Art by Carlos Fabián Villa |
Stories:
"Where It Lives" by Nathaniel Lee (3644 words)
This is a nicely creepy story about grief and loss and what those things can do to a person, in this case what they can do to Eric, a young boy who just lost his mother. He retreats. He seeks out cramped places to be and feels something inside him growing, changing him. Only Tilly, who has gone through something similar, knows enough to help him, to seek him out. It's a mournful story and where monsters are not things that find us in the dark but what we create there, that grow on people like plants, taking root and needing to be weeded before it's too late. The implications of the story are strong, are creepy and unnerving, because though Tilly seems to be together and helpful, she also seems to be concealing her own hurt, a hurt that the story doesn't really get into, just gives a brief glimpse of. But it's enough, enough that Eric's future, even with help, is not answered, is not assured. He is fighting against something that is not just himself, and it seems he must also try to be someone else's grounding force before things get out of hand. Layered with some great imagery and sequences of transformation, the story captures the despair of loss, the taint of grief, but also the hope of friendship, the healing power of reaching out to someone in pain. A fine story.

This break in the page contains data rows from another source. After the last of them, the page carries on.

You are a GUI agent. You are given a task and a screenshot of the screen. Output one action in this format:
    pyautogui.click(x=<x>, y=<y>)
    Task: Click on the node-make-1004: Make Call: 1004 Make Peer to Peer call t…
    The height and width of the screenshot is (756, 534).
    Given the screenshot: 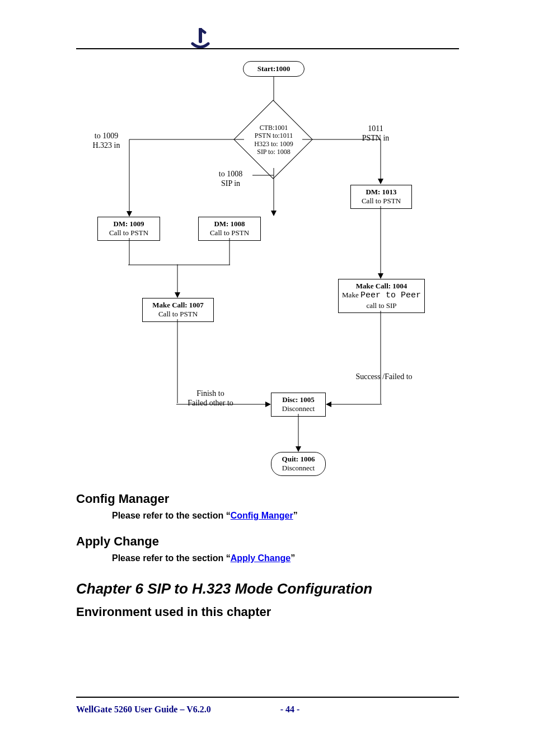 What is the action you would take?
    pyautogui.click(x=382, y=296)
    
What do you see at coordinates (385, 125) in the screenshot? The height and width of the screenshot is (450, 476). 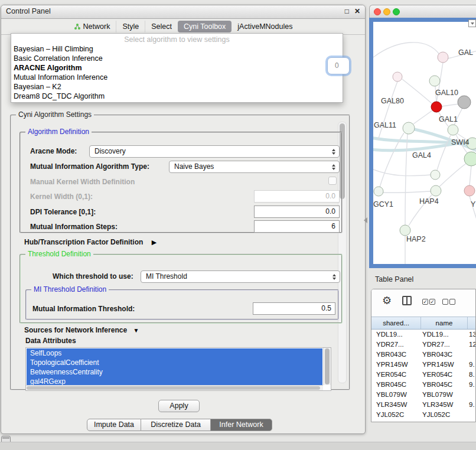 I see `node-label: GAL11` at bounding box center [385, 125].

"And This is the Song it Sings" by Megan Arkenberg (3228 words)
There is something about highways that make for good settings for horror, for bad things to happen, especially to women. Probably because it's where bad things do happen, where there are predators on the road that people don't look too hard for and that people don't care too much about because women running are deemed of lesser importance. Like they're to blame for what happens to them, which fits into this story, which is about a person picking up people and learning their stories, then dropping them on the side of the road to be taken by a monster. If the monster is real, if it isn't the narrator that is the monster and dispatches the women and disposes of them. It's a strange situation, a creepy one because the narrator seems helpful if not normal. But they come across as nonthreatening and are definitely a danger. The women they find are all running, all have stories of their own but those stories are consumed, leaving behind nothing, they way the world does when it eats these women, when it cobbles their dreams and takes them just as they're trying for something better. It's a nicely creepy story, the ending soft but haunting. [SPOILERS?] And perhaps I'm the only one but I rather believe that this story is also cyclical, that the narrator is a ghost of a woman dispatched in this way, running and caught and now made into something else, searching in all of the women she meets and betrays for some answer to her situation, some story that will give some meaning to what she's doing. Her relationship to the monster of the road is a bit unknown, but it does seem to be her, that she and the monster are the same, hungering for the stories and perhaps for something else, something deeper that they don't quite understand. But whatever the case it's a very cool story and worth spending some time with.